Jack’s guest throughout the month of October is the extraordinary Alabama poet, visual artist and musician, Jake Berry. Jack writes:
Jake Berry’s work is full of “totalizing perspective”: he speaks over and over again to the mind’s desire not to rest in any particular context. His poetry exists to manifest what he calls “pandemonium,” “idiot menagerie”: “to isolate one from the other is only useful in abstract explanation and there is no evidence to suggest that this ever occurs in nature…EVERYTHING IS EVERYTHING ELSE” (Idiot Menagerie, 1987). “The reader,” he wrote in a letter describing one of my poems, “is seduced into the knowing participation in chaos.” One is reminded of a remark the young Robert Duncan made in a letter to Mary Fabilli (quoted in Egbert Faas, Young Robert Duncan but never received by Mary): “Not to seek a synthesis; but a mêlée.”
In our society, poetry is a discredited tradition. “Books,” wrote Milton in the Areopagitica, “are not absolutely dead things, but do contain a potency of life in them to be as active as that soul was whose progeny they are; nay, they do preserve as in a vial the purest efficacy and extraction of that living intellect that bred them…a good book is the precious lifeblood of a master spirit, embalmed and treasured up on purpose to a life beyond life.” Echoing him in simpler prose in “The Hero As Man of Letters,” Thomas Carlyle wrote, “In books lies the soul of the whole Past Time; the articulate audible voice of the Past, when the body and material substance of it has altogether vanished like a dream.”
In our time, books have become, precisely, dead things, objects.
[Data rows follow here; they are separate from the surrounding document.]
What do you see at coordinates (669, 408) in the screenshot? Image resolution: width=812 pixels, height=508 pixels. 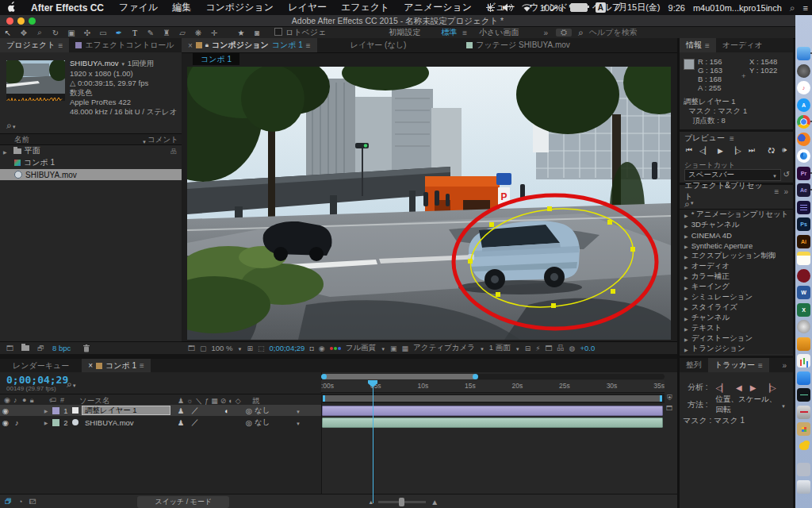 I see `quality-toggle-icon: 🗖` at bounding box center [669, 408].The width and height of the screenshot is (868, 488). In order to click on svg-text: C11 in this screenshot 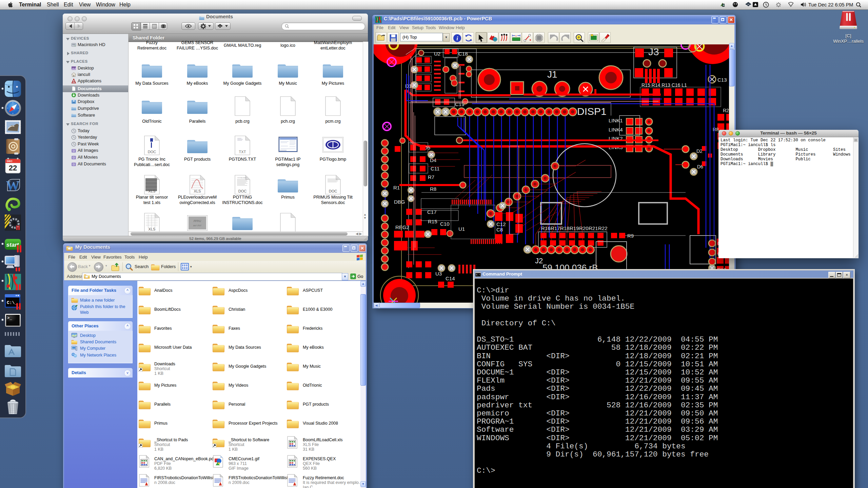, I will do `click(435, 169)`.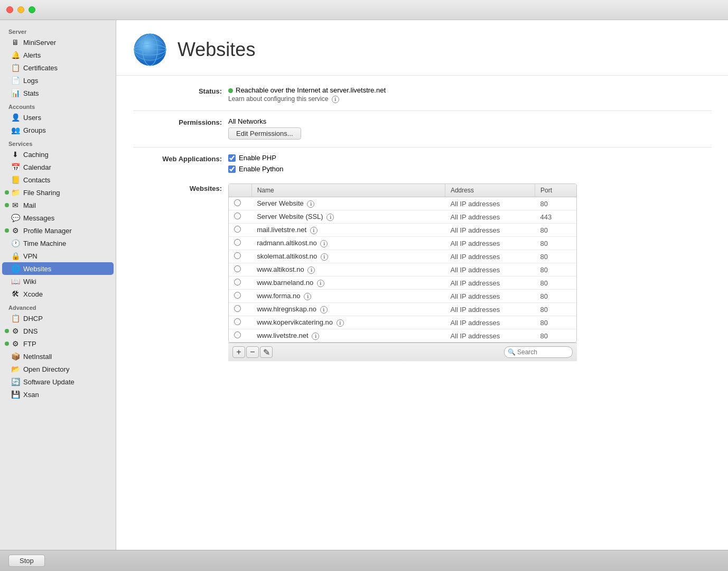  What do you see at coordinates (181, 188) in the screenshot?
I see `websites-label: Websites:` at bounding box center [181, 188].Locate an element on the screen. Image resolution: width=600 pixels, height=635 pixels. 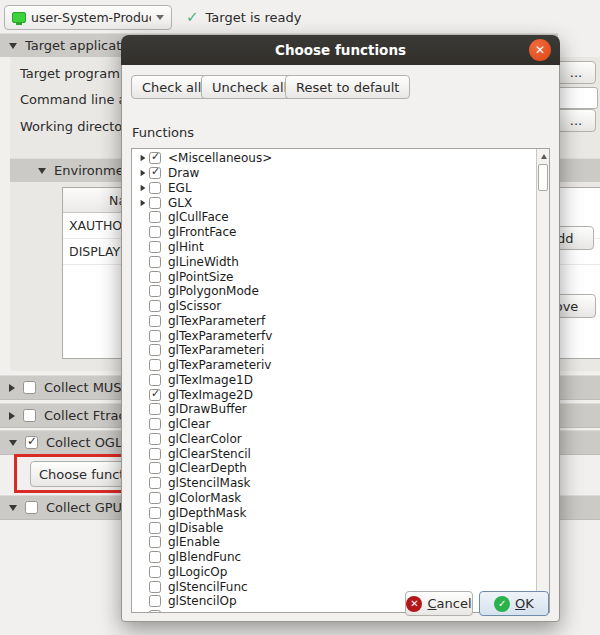
function-row: glStencilMask is located at coordinates (342, 484). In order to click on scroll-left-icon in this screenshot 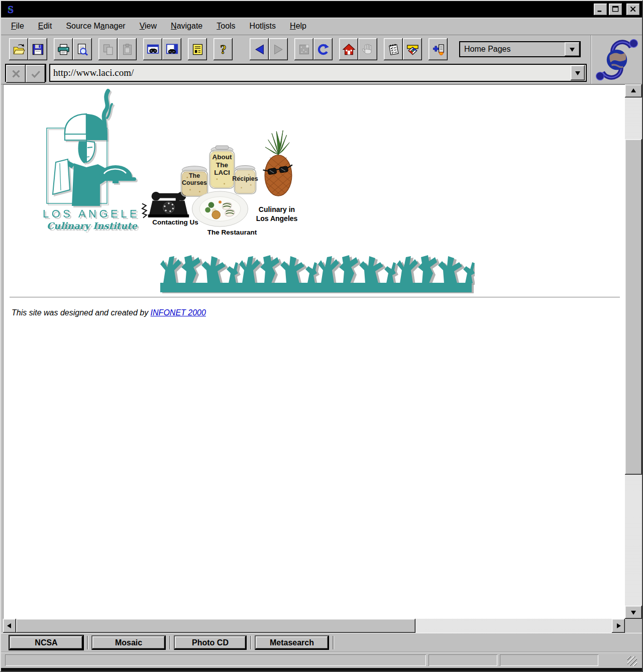, I will do `click(10, 626)`.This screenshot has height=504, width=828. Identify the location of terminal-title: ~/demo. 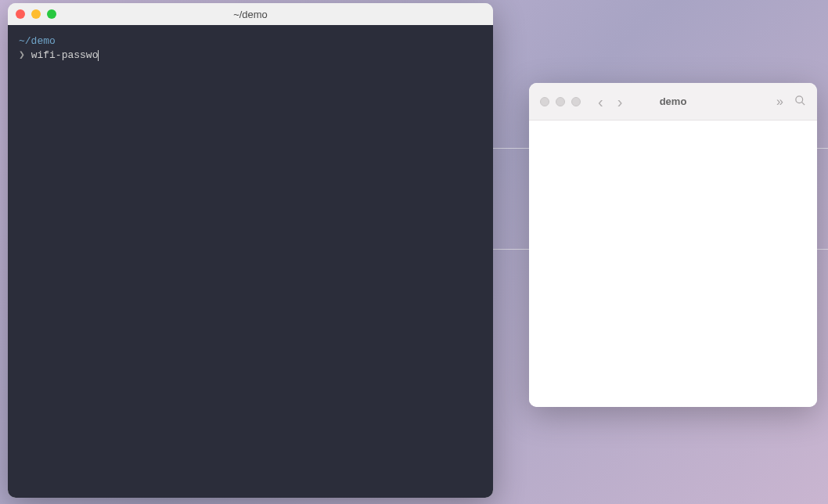
(250, 14).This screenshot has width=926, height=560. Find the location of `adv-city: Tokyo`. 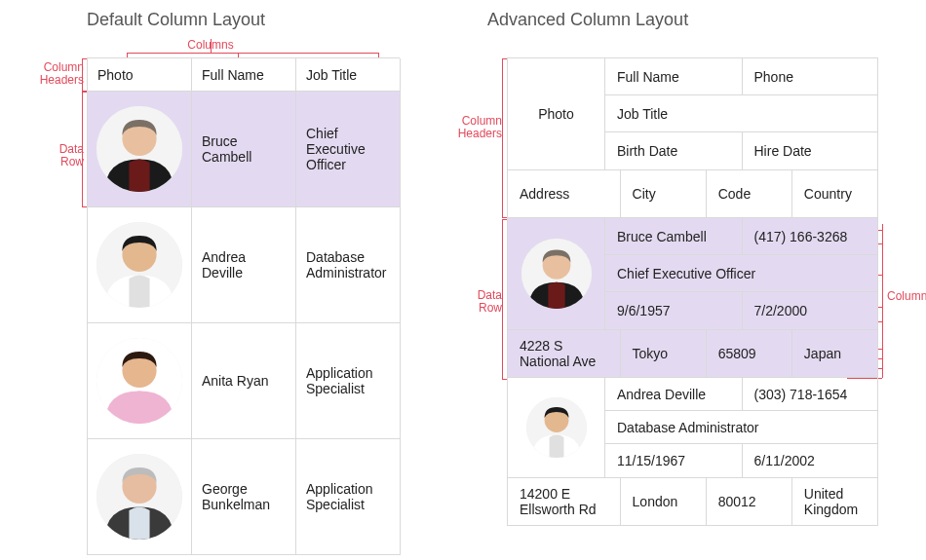

adv-city: Tokyo is located at coordinates (663, 354).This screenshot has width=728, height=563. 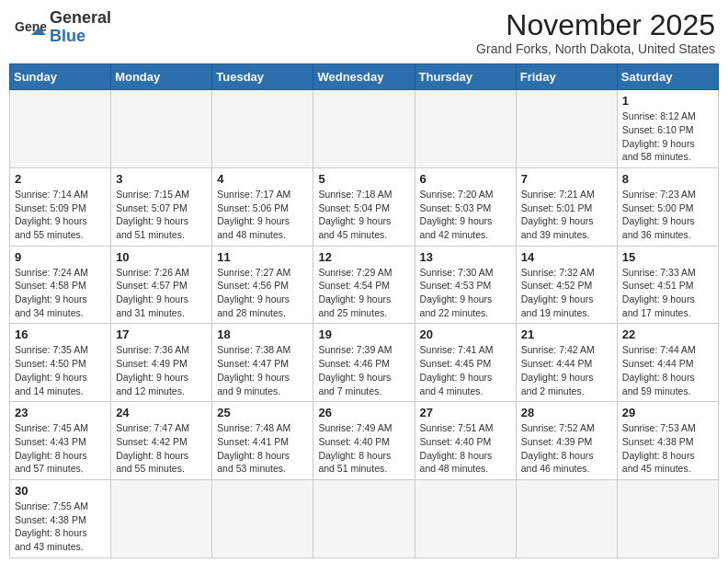 What do you see at coordinates (81, 28) in the screenshot?
I see `logo-text: GeneralBlue` at bounding box center [81, 28].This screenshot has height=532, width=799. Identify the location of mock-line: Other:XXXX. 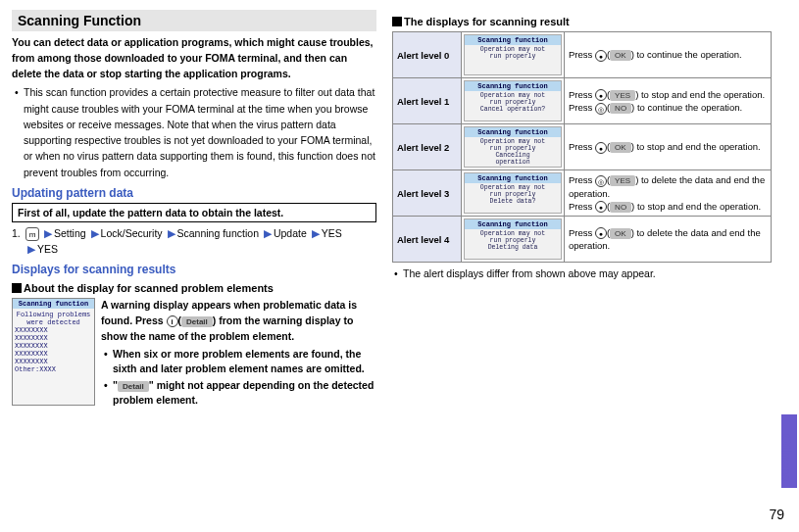
(53, 369).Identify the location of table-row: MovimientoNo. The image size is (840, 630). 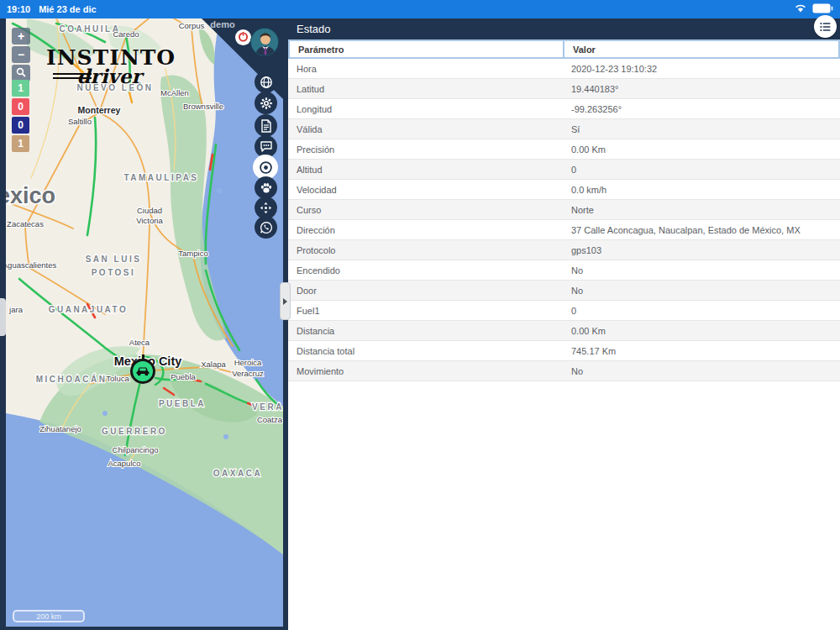
(564, 371).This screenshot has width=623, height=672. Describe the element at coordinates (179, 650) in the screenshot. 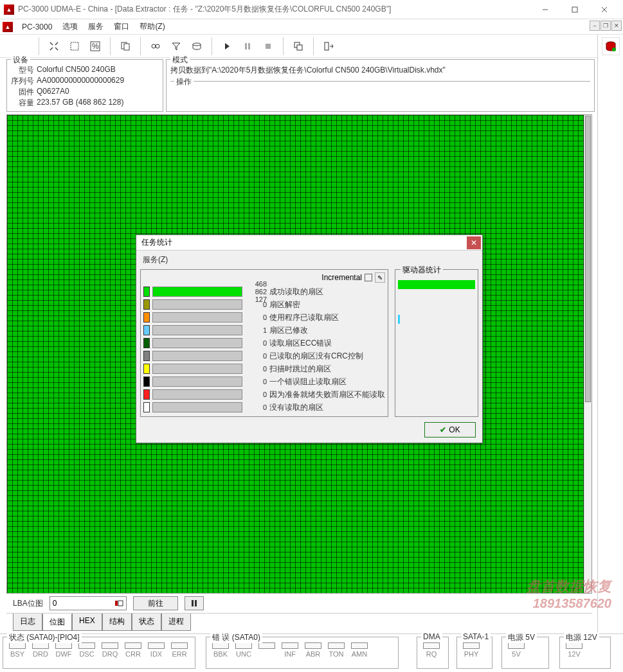

I see `status-led: ERR` at that location.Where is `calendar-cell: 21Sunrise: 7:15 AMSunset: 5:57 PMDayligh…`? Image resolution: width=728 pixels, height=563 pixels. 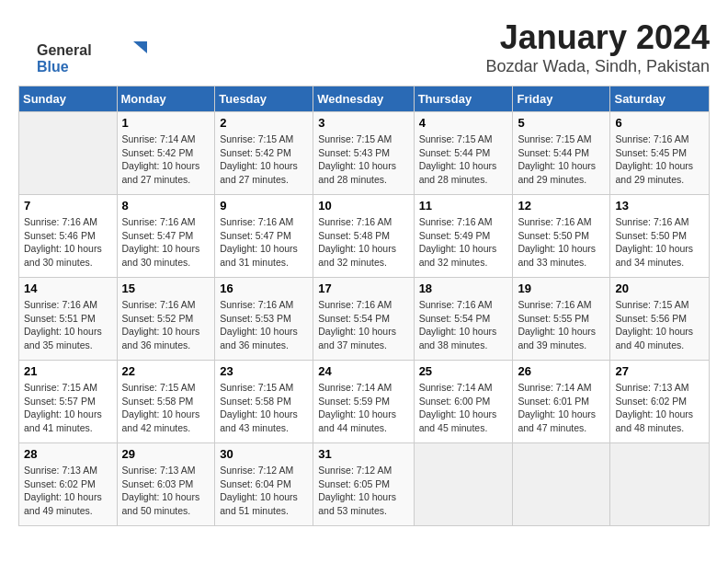 calendar-cell: 21Sunrise: 7:15 AMSunset: 5:57 PMDayligh… is located at coordinates (68, 402).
We are inundated with them. If Allen Ginsberg was able to encounter Walt Whitman in the supermarket, we are much more likely to run into Dame Barbara Cartland. In affirming magic and infinity as the central issues of his poetry, Jake Berry is not merely dealing with a theme. He is attempting to turn his book into a power object—“like a totemic word or something”: he is conceiving of the book as something magical, alive, not merely expressive of himself but of something “other.” Berry’s work can be “deconstructed” if you like, but its importance lies in its powerful mythic thrust—a thrust which recognizes and takes on some of the most problematical issues of our culture. It is difficult to find much that is like it. It is able to include—and to transform—so much:
“There are deep red holes in the water.”
“Yes. But it’s safe.”
*
I buried my daughter
in asphalt &
On today’s program Jack reads an introduction to Jake Berry’s work and plays Berry’s own recording of passages from Book IV of the experimental magnum opus, Brambu Drezi—a mixture of language, moans, sounds, and avant-garde musical techniques.